How Chris Topp got us started.
Written by Chris Topp in July 2016
Back in about 1967, I had a summer job in the town hall in Bolton, Lancashire. Within easy walking distance was the works of Tomas Walmsley. Known as Atlas Forge this was the last manufacturer, anywhere in the world, of puddled wrought iron. The plant was driven by steam engines, using the waste heat from the furnace flues, which proclaimed their presence over a good bit of the town by the sharp chuff of their exhaust. This is what attracted me as a young man and I became a regular lunch time visitor to the engine room of the 18″ rolling mill, now preserved in working order at the Ironbridge Gorge Museum.
Walmsleys were puddling iron from cast iron into the 1970’s and at the time I was there they were also re-rolling the axles of old railway wagons, raised in the furnace to a dripping white heat and rolled directly into finished sections in the 9″ mill – also driven by steam. I believe a great deal of their production went to Australia for sheep fences and I was told that when wrought iron production ceased in 1974 it was due to the lack of wrought railway axles, the order book for the fencing sections still being full. Atlas Works went on rolling steel for another ten years and I kept in touch with the management. By 1984, being by then something of an iron supplier myself, Walmsleys rolled their last two tons of iron, in their last ever shift, for me.
The story of the Real Wrought Iron Company, however began in about 1977 when a parcel of wrought iron came on the (scrap metal) market when they were demolishing an old locomotive house on Sunderland Docks. Out the back, all covered in brambles there was a pile of wrought iron shafts, very rusty and amounting to ten tons, while inside, the old handrail from Sunderland North Pier had been used to build a sand drier for the locos, using several tons of 1 ¼” square. This was duly purchased for scrap price and so started the long road to finding out about this mysterious metal.

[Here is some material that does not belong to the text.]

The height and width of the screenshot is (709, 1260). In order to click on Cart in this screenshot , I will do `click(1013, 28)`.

Wrought iron, owing to its fibrous structure, is more challenging to forge or roll than more modern, homogeneous metals. Thus to reduce a billet to a finished bar of steel might typically take seven or eight passes through the mill, while to do the same in iron might take seventeen or eighteen passes. The steel can be reduced vigorously, whilst wrought iron must be nursed trough the mill. With the need to find a way to process my iron, and there being at that time many small, craftsman rolling mills in Sheffield, the answer seemed obvious. Not so easy! Many tons of expensive scrap later I began to realise that special care was necessary. In fact the best we could do was a mill which made only about 30% scrap, and that by sheer talent on the part of the mill men, but time is money and I was paying the rate for rolling the most expensive alloys, used in the aeronautical industries. Even so by 1983 I felt able to publish my first pricelist. At this time orders for small quantities or odd sections had to be forged in our blacksmiths shop.

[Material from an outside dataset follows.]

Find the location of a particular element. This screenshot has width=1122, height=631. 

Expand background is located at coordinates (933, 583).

From the beginning the renewed supply of wrought iron attracted attention from the developing building conservation industry. There were orders too big to be serviced, notable among which was the enquiry for 85 tons of glazing bar section in up to 35 ft lengths for the Palm House at Kew Gardens, which was eventually extruded in stainless steel, but we learnt from this, and subsequent glass house restorations – of which there have been many – were content to replace only the corroded ends instead of the whole bar. In fact this approach has since become enshrined in modern conservation practise.

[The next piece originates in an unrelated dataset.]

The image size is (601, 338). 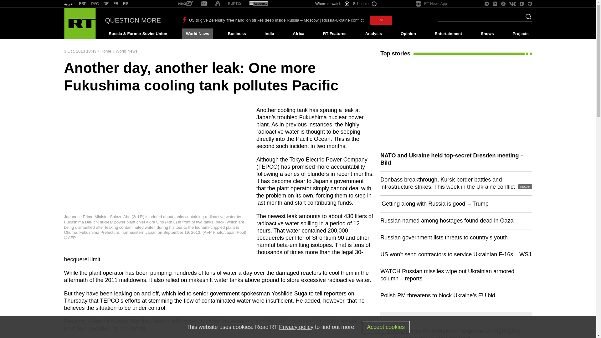 What do you see at coordinates (106, 4) in the screenshot?
I see `RT ` at bounding box center [106, 4].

I could always get sheet iron rolled, at one time by passing a tenner to a certain mill foreman, but flattening it was another matter. I found myself one day looking at an old sheet metal flattener in the vast and gloomy hall of a Sheffield machinery dealer. It was a sunny day but little light got in save through a lone hole in the asbestos roof. The sunbeam slanted across the room like a spotlight on a stage, and there, revealed in the spotlight was a perfect, little rolling mill. The man was more than keen to get such an outdated machine off his hands, and a short time later the mill was installed in a friend’s barn with a home-made furnace and we were ready to go. One problem was finding enough power to drive its 60hp motor. A visit to a local scrapyard won us a 186 hp Leyland diesel engine from an old council lorry, and we had the makings of the world’s first diesel rolling mill. From that day we had to teach ourselves to roll, but being totally new to the science we didn’t know what we couldn’t do, so we went ahead and it was ok.
The story would not be complete without a mention for the Blists Hill ironworks at the Ironbridge Gorge Museum, Europe’s biggest ever museum exhibit, principle components of which were recovered from Atlas Works. Throughout the late eighties and the nineties they valiantly tried their best to puddle and pile wrought iron, always with a view to commercial production. It never happened but we were frequently grateful to them for the use of their heavy plant to reduce some of our bigger raw material to more manageable proportions.